Primary open angle closure glaucoma is a multi-factor genetic condition. 40-45% of all patients have unattributable primary open angle closure glaucoma. Examination of their eyes indicates no obvious cause for glaucoma except for increased eye pressure. This is generally an inherited condition. It does not necessarily get passed from parent to child, but there will certainly be other members of the family with high eye pressure being treated for glaucoma. Left untreated, the condition the patient will suffer a progressive loss in their field of vision and eventual blindness. Treatments aim to stop further loss of field of vision and prevent blindness. Existing damage cannot generally be reversed.

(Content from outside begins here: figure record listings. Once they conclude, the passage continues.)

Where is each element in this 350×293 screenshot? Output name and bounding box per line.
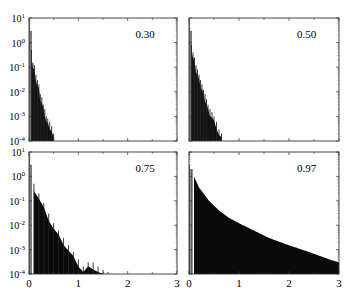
panel-br xyxy=(189,152,339,274)
x-tick-label: 2 xyxy=(125,277,131,289)
x-tick-label: 1 xyxy=(76,277,82,289)
x-tick-label: 1 xyxy=(236,277,242,289)
y-tick-label: 101 xyxy=(12,146,26,158)
y-tick-label: 100 xyxy=(12,170,26,182)
x-tick-label: 0 xyxy=(186,277,192,289)
x-tick-label: 3 xyxy=(174,277,180,289)
panel-label-bl: 0.75 xyxy=(136,162,156,174)
y-tick-label: 100 xyxy=(12,37,26,49)
panel-label-tr: 0.50 xyxy=(297,28,317,40)
panel-label-tl: 0.30 xyxy=(136,28,156,40)
x-tick-label: 0 xyxy=(26,277,32,289)
y-tick-label: 10-1 xyxy=(9,195,25,207)
y-tick-label: 10-1 xyxy=(9,61,25,73)
y-tick-label: 10-3 xyxy=(9,244,25,256)
x-tick-label: 3 xyxy=(336,277,342,289)
y-tick-label: 10-2 xyxy=(9,219,25,231)
y-tick-label: 10-3 xyxy=(9,110,25,122)
panel-tr xyxy=(189,18,339,141)
x-tick-label: 2 xyxy=(286,277,292,289)
y-tick-label: 10-2 xyxy=(9,86,25,98)
panel-label-br: 0.97 xyxy=(297,162,317,174)
y-tick-label: 101 xyxy=(12,12,26,24)
y-tick-label: 10-4 xyxy=(9,268,25,280)
figure: 0.3010110010-110-210-310-40.500.75101100… xyxy=(0,0,350,293)
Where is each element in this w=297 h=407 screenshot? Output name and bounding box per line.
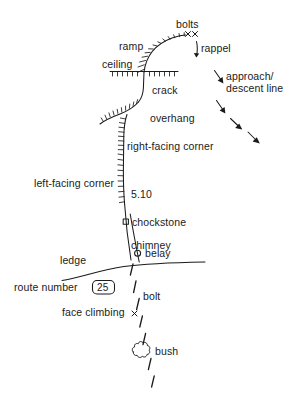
label-approach-descent-line: approach/ descent line [226, 70, 283, 95]
label-face-climbing: face climbing [62, 306, 125, 318]
bush-symbol [132, 342, 150, 358]
label-bush: bush [155, 345, 178, 357]
route-number-value: 25 [97, 282, 108, 294]
label-ceiling: ceiling [102, 58, 132, 70]
approach-arrow-3 [231, 119, 243, 130]
bolts-mark [186, 32, 198, 37]
label-overhang: overhang [150, 112, 195, 124]
label-ramp: ramp [119, 40, 143, 52]
label-ledge: ledge [60, 254, 86, 266]
approach-arrow-2 [217, 101, 226, 114]
label-chockstone: chockstone [132, 216, 186, 228]
label-belay: belay [145, 247, 171, 259]
label-rappel: rappel [201, 42, 231, 54]
label-right-facing-corner: right-facing corner [127, 140, 214, 152]
climbing-topo-diagram: bolts ramp rappel ceiling crack approach… [0, 0, 297, 407]
label-bolt: bolt [143, 290, 160, 302]
chimney-lines [125, 204, 140, 262]
bolt-mark [132, 311, 137, 316]
topo-line-art [0, 0, 297, 407]
rappel-arrow [194, 42, 199, 58]
overhang-line [100, 102, 139, 124]
route-dashed-line [130, 264, 154, 387]
label-crack: crack [152, 84, 178, 96]
crack-line [139, 72, 145, 102]
approach-arrow-1 [215, 71, 224, 84]
overhang-hatches [101, 100, 137, 122]
label-route-number: route number [14, 281, 78, 293]
label-left-facing-corner: left-facing corner [34, 177, 114, 189]
label-bolts: bolts [176, 18, 199, 30]
approach-arrow-4 [248, 132, 260, 144]
label-grade: 5.10 [131, 188, 152, 200]
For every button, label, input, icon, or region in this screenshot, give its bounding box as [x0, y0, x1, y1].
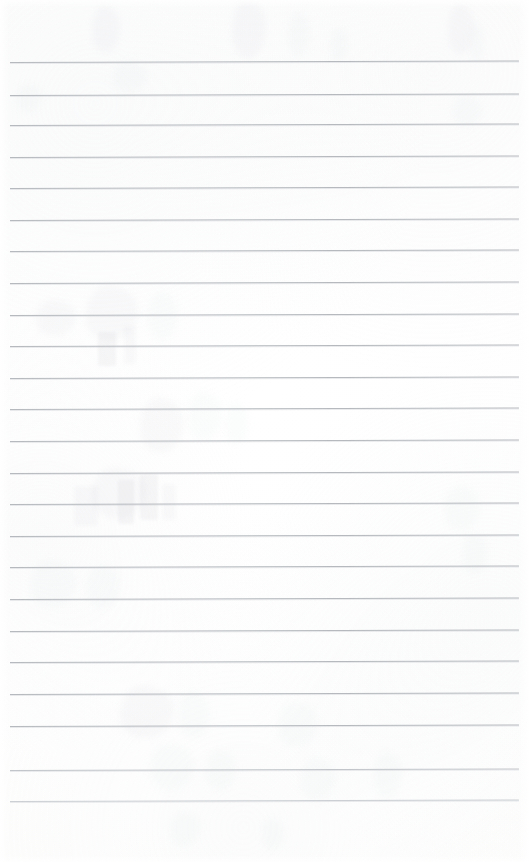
paper-background — [0, 0, 529, 862]
notebook-page — [0, 0, 529, 862]
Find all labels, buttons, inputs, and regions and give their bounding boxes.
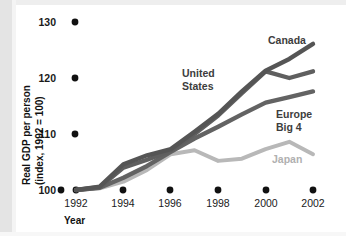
xtick-dot-1998: [215, 187, 222, 194]
xtick-dot-1994: [120, 187, 127, 194]
series-label-united-states-line2: States: [182, 80, 214, 92]
line-chart-plot: 130 120 110 100 1992 1994 1996 1998 2000…: [0, 0, 346, 236]
xtick-dot-2002: [310, 187, 317, 194]
xtick-label-2000: 2000: [254, 197, 278, 209]
y-axis-title-line2: (index, 1992 = 100): [34, 96, 45, 185]
ytick-dot-110: [72, 131, 79, 138]
series-label-europe-big-4-line2: Big 4: [276, 121, 302, 133]
series-label-canada: Canada: [268, 34, 306, 46]
series-label-europe-big-4-line1: Europe: [276, 108, 312, 120]
xtick-label-1998: 1998: [206, 197, 230, 209]
xtick-label-1994: 1994: [111, 197, 135, 209]
ytick-dot-100: [58, 187, 65, 194]
ytick-dot-120: [72, 75, 79, 82]
xtick-label-2002: 2002: [301, 197, 325, 209]
y-axis-title-line1: Real GDP per person: [21, 85, 32, 185]
chart-figure: 130 120 110 100 1992 1994 1996 1998 2000…: [0, 0, 346, 236]
xtick-label-1992: 1992: [64, 197, 88, 209]
ytick-label-130: 130: [38, 16, 56, 28]
ytick-label-120: 120: [38, 72, 56, 84]
series-label-japan: Japan: [272, 153, 302, 165]
x-axis-title: Year: [64, 215, 85, 226]
ytick-dot-130: [72, 19, 79, 26]
series-label-united-states-line1: United: [182, 67, 215, 79]
xtick-dot-1996: [167, 187, 174, 194]
xtick-label-1996: 1996: [158, 197, 182, 209]
xtick-dot-2000: [263, 187, 270, 194]
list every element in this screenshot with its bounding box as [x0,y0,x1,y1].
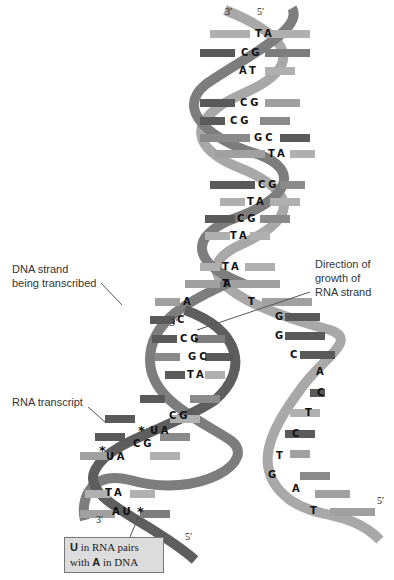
end-label-3prime-top: 3′ [225,6,232,17]
coding-base: G [268,469,279,480]
hybrid-pair: UA [106,451,128,462]
base-pair: CG [240,97,262,108]
hybrid-pair: CG [169,410,191,421]
coding-base: T [276,450,286,461]
rna-transcript-label: RNA transcript [12,395,83,409]
coding-base: C [292,428,302,439]
dna-strand-pointer [101,283,122,305]
end-label-5prime-top: 5′ [257,6,264,17]
hybrid-pair: TA [187,369,207,380]
dna-transcription-diagram: 3′ 5′ 3′ 3′ 5′ 5′ TA CG AT CG CG GC TA C… [0,0,394,580]
base-pair: AT [239,65,259,76]
asterisk-marker: * [137,504,147,519]
end-label-5prime-bottom-mid: 5′ [185,531,192,542]
coding-base: G [275,311,286,322]
coding-base: C [290,349,300,360]
template-base: A [183,296,194,307]
dna-strand-label: DNA strand being transcribed [12,262,96,290]
end-label-3prime-bottom: 3′ [96,514,103,525]
base-pair: TA [255,28,275,39]
coding-base: C [317,387,327,398]
base-pair: TA [222,261,242,272]
base-pair: TA [268,148,288,159]
rna-transcript-pointer [88,407,105,422]
hybrid-pair: AU [112,506,134,517]
base-pair: TA [247,196,267,207]
coding-base: T [310,505,320,516]
base-pair: CG [230,115,252,126]
hybrid-pair: UA [150,425,172,436]
hybrid-pair: GC [188,351,210,362]
template-base: C [177,314,187,325]
coding-base: T [222,278,232,289]
coding-base: G [275,330,286,341]
base-pair: CG [258,179,280,190]
asterisk-marker: * [99,443,109,458]
base-pair: CG [241,47,263,58]
hybrid-pair: CG [133,438,155,449]
callout-box: U in RNA pairs with A in DNA [64,537,164,573]
coding-base: A [292,483,303,494]
coding-base: T [305,407,315,418]
direction-label: Direction of growth of RNA strand [315,257,371,299]
base-pair: TA [230,230,250,241]
base-pair: GC [254,132,276,143]
asterisk-marker: * [138,423,148,438]
hybrid-pair: CG [180,333,202,344]
coding-base: T [248,296,258,307]
end-label-5prime-bottom-right: 5′ [377,495,384,506]
base-pair: CG [237,213,259,224]
coding-base: A [316,366,327,377]
hybrid-pair: TA [105,487,125,498]
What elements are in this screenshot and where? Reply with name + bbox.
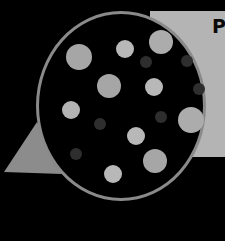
dot <box>155 111 167 123</box>
dot <box>104 165 122 183</box>
dot <box>66 44 92 70</box>
dot <box>70 148 82 160</box>
dot <box>143 149 167 173</box>
dot <box>145 78 163 96</box>
dot <box>193 83 205 95</box>
dot <box>127 127 145 145</box>
dot <box>181 55 193 67</box>
dot <box>116 40 134 58</box>
dot <box>178 107 204 133</box>
dot <box>140 56 152 68</box>
dot <box>94 118 106 130</box>
dot <box>149 30 173 54</box>
dot <box>97 74 121 98</box>
dot <box>62 101 80 119</box>
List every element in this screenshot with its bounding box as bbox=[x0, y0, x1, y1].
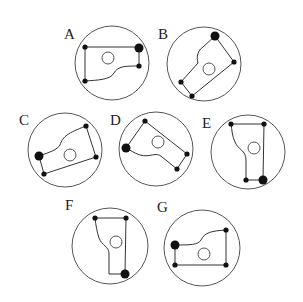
vertex-dot bbox=[223, 227, 228, 232]
shape-outline bbox=[95, 218, 126, 274]
option-label: D bbox=[110, 112, 121, 128]
outer-circle bbox=[72, 208, 148, 284]
option-panel-a[interactable]: A bbox=[64, 26, 149, 100]
large-vertex-dot bbox=[211, 32, 220, 41]
option-label: B bbox=[158, 26, 168, 42]
option-label: E bbox=[202, 115, 211, 131]
vertex-dot bbox=[82, 78, 87, 83]
option-panel-c[interactable]: C bbox=[19, 112, 102, 187]
option-label: A bbox=[64, 26, 75, 42]
vertex-dot bbox=[184, 151, 189, 156]
vertex-dot bbox=[172, 262, 177, 267]
vertex-dot bbox=[261, 121, 266, 126]
inner-hole-circle bbox=[152, 136, 164, 148]
vertex-dot bbox=[178, 79, 183, 84]
large-vertex-dot bbox=[135, 44, 144, 53]
large-vertex-dot bbox=[121, 270, 130, 279]
puzzle-diagram: ABCDEFG bbox=[0, 0, 303, 302]
shape-outline bbox=[175, 230, 226, 265]
vertex-dot bbox=[83, 123, 88, 128]
vertex-dot bbox=[231, 59, 236, 64]
large-vertex-dot bbox=[259, 176, 268, 185]
vertex-dot bbox=[228, 121, 233, 126]
vertex-dot bbox=[93, 154, 98, 159]
inner-hole-circle bbox=[248, 142, 260, 154]
vertex-dot bbox=[92, 215, 97, 220]
large-vertex-dot bbox=[122, 144, 131, 153]
option-panel-d[interactable]: D bbox=[110, 112, 193, 186]
vertex-dot bbox=[142, 118, 147, 123]
option-panel-f[interactable]: F bbox=[65, 197, 148, 284]
option-panel-b[interactable]: B bbox=[158, 26, 241, 101]
large-vertex-dot bbox=[171, 241, 180, 250]
vertex-dot bbox=[189, 93, 194, 98]
vertex-dot bbox=[136, 63, 141, 68]
inner-hole-circle bbox=[64, 149, 76, 161]
option-panel-g[interactable]: G bbox=[157, 199, 240, 286]
option-label: F bbox=[65, 197, 73, 213]
inner-hole-circle bbox=[198, 248, 210, 260]
vertex-dot bbox=[223, 262, 228, 267]
outer-circle bbox=[167, 27, 241, 101]
inner-hole-circle bbox=[203, 63, 215, 75]
vertex-dot bbox=[82, 44, 87, 49]
vertex-dot bbox=[123, 215, 128, 220]
option-panel-e[interactable]: E bbox=[202, 115, 285, 189]
option-label: G bbox=[157, 199, 168, 215]
shape-outline bbox=[181, 36, 234, 96]
inner-hole-circle bbox=[110, 236, 122, 248]
option-label: C bbox=[19, 112, 29, 128]
inner-hole-circle bbox=[102, 52, 114, 64]
shape-outline bbox=[126, 121, 187, 169]
large-vertex-dot bbox=[35, 152, 44, 161]
vertex-dot bbox=[243, 177, 248, 182]
vertex-dot bbox=[41, 171, 46, 176]
outer-circle bbox=[28, 113, 102, 187]
vertex-dot bbox=[174, 166, 179, 171]
shape-outline bbox=[85, 47, 139, 81]
outer-circle bbox=[211, 115, 285, 189]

What are the treatment methods?
The most common form of glaucoma treatment involves regular eye drops and field of vision nerve fiber tests and monitoring. 90% of glaucoma patients are saved from blindness by regular medical treatment. Regular medical treatment is important, but not everyone can manage this, and in some cases this fails to maintain the targeted eye pressure. The ideal eye pressure range to prevent further loss of field of vision varies from patient to patient. In the event that the ideal eye pressure cannot be achieved, or if the patient is unable to maintain regular eye drop use, or suffers side effects from the medication, then surgery may be considered. There are various types of surgical intervention including laser surgery. That said, surgery is only the preferred course of action in cases where medication has failed to control the condition, to achieve a long term solution in terms of reducing eye pressure. In some cases, new channels that are surgically opened can get blocked. This may require a second intervention, or renewed medical treatment. Depending on the type of glaucoma, there is no guarantee that surgery will remove the patient’s reliance on medication. Elevated eye pressure and glaucoma can also develop as a result of eye infections, surgery and trauma. Surgery is not always effective in treating these infection- and trauma- related cases, and second or third interventions may be required, as well as renewed use of medication.
Types Of Glaucoma
Glaucoma is anatomically classified under two types. The first is the rarely seen open angle closure glaucoma. Some people’s anatomy with respect to the angle of the region between the cornea and the iris where the intraocular fluid is absorbed, predisposes them to the condition. Stressing that this angle can be suddenly closed by other factors such as use of certain medications, reading in poor light, and swelling of the lens, Professor Küçümen states “When the angle closes the outlet gets completely blocked but since the fluid continues to be produced the pressure can exceed 35-40. This can also cause considerable pain. It needs to be treated urgently. The second type is more common. Since the angle is open there is generally no need for urgent treatment in this type of glaucoma; treatment can be carried out over the longterm. Diagnosing glaucoma is crucial. Not everyone with ocular hypertension or high eye pressure suffers from glaucoma. The importance of a correct diagnosis is that it prevents unnecessary use of medication. Because someone diagnosed with glaucoma will have to continue to use medications over the long term.”